The San Diego Housing Commission’s Hotel Churchill, set to house low-income residents, is on track to cost over $20 million after it rejected as too expensive private proposals for the same price.

But while the cost of fixing up the 100-year-old building stayed the same, one thing changed: The commission’s version of the project would actually provide 20 fewer apartments than the one proposed by private developers just eight months earlier.

One of the commission’s arguments against the developer proposals was that spending $218,000 per unit was too much. It’s now spending $280,000 per unit.

The commission decided each unit should be bigger than the ones private developers had proposed – as much as three times the size.

That meant providing about 20 fewer places for people to live.

“So what?” Chuck Christensen, the agency’s general counsel, told Voice of San Diego last week. “We’re putting human beings in these.
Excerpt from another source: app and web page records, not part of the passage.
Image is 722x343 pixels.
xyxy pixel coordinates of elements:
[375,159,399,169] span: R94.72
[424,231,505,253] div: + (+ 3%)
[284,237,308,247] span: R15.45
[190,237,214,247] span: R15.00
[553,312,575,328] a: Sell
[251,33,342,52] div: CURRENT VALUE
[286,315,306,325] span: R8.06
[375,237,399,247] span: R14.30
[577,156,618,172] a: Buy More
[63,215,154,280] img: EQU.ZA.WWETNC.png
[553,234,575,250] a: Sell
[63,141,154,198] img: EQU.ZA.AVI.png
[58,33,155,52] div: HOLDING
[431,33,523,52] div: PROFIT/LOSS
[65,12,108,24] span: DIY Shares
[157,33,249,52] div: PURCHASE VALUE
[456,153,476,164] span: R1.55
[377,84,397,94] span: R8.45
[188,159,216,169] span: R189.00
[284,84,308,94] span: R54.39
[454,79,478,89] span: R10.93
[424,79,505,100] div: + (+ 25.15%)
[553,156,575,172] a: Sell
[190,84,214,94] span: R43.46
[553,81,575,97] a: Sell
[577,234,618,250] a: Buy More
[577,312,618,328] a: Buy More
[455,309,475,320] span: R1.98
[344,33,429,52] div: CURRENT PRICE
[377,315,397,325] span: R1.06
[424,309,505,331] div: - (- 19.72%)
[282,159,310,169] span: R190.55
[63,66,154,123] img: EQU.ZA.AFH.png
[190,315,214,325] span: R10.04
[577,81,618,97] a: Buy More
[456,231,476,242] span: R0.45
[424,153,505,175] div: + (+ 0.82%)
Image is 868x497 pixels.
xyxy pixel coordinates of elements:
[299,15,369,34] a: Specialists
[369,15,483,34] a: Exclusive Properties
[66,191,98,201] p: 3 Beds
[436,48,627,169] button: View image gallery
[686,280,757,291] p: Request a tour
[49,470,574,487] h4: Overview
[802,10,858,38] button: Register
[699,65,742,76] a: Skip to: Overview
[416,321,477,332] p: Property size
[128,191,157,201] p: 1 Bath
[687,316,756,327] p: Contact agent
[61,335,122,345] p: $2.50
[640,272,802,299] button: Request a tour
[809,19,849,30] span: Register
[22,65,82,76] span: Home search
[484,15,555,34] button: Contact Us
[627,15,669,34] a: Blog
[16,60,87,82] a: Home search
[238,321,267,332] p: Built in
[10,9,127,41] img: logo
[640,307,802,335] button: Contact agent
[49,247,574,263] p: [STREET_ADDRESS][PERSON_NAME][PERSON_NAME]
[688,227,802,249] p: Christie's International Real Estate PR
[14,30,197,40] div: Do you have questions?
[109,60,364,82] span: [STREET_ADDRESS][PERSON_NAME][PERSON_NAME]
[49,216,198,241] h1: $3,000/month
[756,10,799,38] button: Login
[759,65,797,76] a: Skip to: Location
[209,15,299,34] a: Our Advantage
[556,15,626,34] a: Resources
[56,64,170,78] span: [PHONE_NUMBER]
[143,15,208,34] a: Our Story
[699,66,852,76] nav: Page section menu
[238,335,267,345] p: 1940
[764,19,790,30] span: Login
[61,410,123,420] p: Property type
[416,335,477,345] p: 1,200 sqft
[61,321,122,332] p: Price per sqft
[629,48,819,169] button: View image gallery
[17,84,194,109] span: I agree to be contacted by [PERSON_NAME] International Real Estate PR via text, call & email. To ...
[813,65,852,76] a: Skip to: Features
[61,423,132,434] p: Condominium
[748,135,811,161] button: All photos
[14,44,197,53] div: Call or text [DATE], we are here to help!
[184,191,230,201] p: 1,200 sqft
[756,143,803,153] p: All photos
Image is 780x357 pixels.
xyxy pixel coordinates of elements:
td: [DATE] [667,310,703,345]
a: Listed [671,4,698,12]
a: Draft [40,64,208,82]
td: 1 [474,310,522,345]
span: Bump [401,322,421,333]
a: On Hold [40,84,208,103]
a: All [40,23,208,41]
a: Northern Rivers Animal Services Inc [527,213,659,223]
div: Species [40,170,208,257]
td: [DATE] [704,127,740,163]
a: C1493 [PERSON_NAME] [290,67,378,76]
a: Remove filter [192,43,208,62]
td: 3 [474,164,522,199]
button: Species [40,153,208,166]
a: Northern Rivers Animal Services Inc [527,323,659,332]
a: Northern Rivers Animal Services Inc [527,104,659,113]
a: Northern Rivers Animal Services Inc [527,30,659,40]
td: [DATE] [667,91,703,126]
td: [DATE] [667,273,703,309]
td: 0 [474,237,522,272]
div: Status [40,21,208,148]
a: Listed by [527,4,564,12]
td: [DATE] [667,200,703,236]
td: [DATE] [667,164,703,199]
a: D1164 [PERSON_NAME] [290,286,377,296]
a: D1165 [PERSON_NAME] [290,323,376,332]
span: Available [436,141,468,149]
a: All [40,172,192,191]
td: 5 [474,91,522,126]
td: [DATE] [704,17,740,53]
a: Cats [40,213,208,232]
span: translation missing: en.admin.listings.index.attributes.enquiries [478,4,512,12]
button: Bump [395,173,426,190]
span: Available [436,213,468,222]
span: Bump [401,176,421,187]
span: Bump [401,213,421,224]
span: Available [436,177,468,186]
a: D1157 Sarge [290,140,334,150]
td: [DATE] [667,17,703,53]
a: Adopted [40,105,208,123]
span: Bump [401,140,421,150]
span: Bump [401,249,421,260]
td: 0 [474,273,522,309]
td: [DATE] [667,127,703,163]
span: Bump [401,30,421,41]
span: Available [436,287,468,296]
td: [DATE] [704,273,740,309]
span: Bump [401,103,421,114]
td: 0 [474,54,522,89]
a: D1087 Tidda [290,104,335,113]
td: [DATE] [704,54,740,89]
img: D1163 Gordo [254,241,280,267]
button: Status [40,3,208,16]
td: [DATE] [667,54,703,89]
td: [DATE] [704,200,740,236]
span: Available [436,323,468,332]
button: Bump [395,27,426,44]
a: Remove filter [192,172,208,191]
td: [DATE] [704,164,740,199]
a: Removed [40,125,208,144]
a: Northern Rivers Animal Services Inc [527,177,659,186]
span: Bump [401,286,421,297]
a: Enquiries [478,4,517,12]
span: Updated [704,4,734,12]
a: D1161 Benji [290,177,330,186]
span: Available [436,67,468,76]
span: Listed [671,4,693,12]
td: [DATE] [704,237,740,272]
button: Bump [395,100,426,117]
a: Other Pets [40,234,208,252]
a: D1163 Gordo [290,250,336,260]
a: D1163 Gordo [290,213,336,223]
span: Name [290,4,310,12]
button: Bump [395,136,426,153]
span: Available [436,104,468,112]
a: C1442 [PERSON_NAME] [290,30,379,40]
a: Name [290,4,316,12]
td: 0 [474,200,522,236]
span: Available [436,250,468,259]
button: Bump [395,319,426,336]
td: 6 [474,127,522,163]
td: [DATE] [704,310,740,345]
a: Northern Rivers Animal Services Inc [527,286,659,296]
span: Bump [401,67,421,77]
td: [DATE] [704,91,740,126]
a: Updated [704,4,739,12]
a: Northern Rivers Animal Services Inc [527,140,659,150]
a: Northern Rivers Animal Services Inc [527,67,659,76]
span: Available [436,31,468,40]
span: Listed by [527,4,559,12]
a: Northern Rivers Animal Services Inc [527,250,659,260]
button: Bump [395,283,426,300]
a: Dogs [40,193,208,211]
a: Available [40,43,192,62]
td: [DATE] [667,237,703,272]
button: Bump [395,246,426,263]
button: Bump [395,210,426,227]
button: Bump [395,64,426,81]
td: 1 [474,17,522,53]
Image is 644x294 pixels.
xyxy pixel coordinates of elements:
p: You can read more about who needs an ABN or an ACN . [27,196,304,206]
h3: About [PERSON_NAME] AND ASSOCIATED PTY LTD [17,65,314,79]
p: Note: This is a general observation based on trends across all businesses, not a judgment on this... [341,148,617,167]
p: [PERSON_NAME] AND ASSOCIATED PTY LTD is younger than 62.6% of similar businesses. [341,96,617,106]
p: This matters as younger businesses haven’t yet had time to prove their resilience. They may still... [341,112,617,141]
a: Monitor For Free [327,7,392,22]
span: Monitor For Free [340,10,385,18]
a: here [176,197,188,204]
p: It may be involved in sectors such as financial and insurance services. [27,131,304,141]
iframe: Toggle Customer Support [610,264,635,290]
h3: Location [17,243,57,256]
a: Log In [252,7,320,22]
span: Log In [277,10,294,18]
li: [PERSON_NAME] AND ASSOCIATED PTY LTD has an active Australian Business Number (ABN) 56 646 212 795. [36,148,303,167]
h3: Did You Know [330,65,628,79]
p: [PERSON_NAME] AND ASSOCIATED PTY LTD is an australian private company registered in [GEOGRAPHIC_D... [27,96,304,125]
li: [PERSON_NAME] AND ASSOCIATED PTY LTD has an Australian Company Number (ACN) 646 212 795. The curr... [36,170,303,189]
I would not want to live in a unit that is 100 square feet.”

There seem to be two reasons for expanding the size of the units. Christensen said it’s because Housing Commission President Rick Gentry thought it was the humanitarian thing to do, although apartment size was never mentioned in the staff report rejecting the proposals.

Another reason, which officials talked about in May 2013 – eight months after the agency rejected the private proposals – was that larger rooms would unlock more cash for the project. That money came in the form of a grant for mental health services, which required the larger rooms and helped the commission piece together the funding it needed to do the project.

Andrew Keatts is a former managing editor for projects and investigations at Voice of San Diego.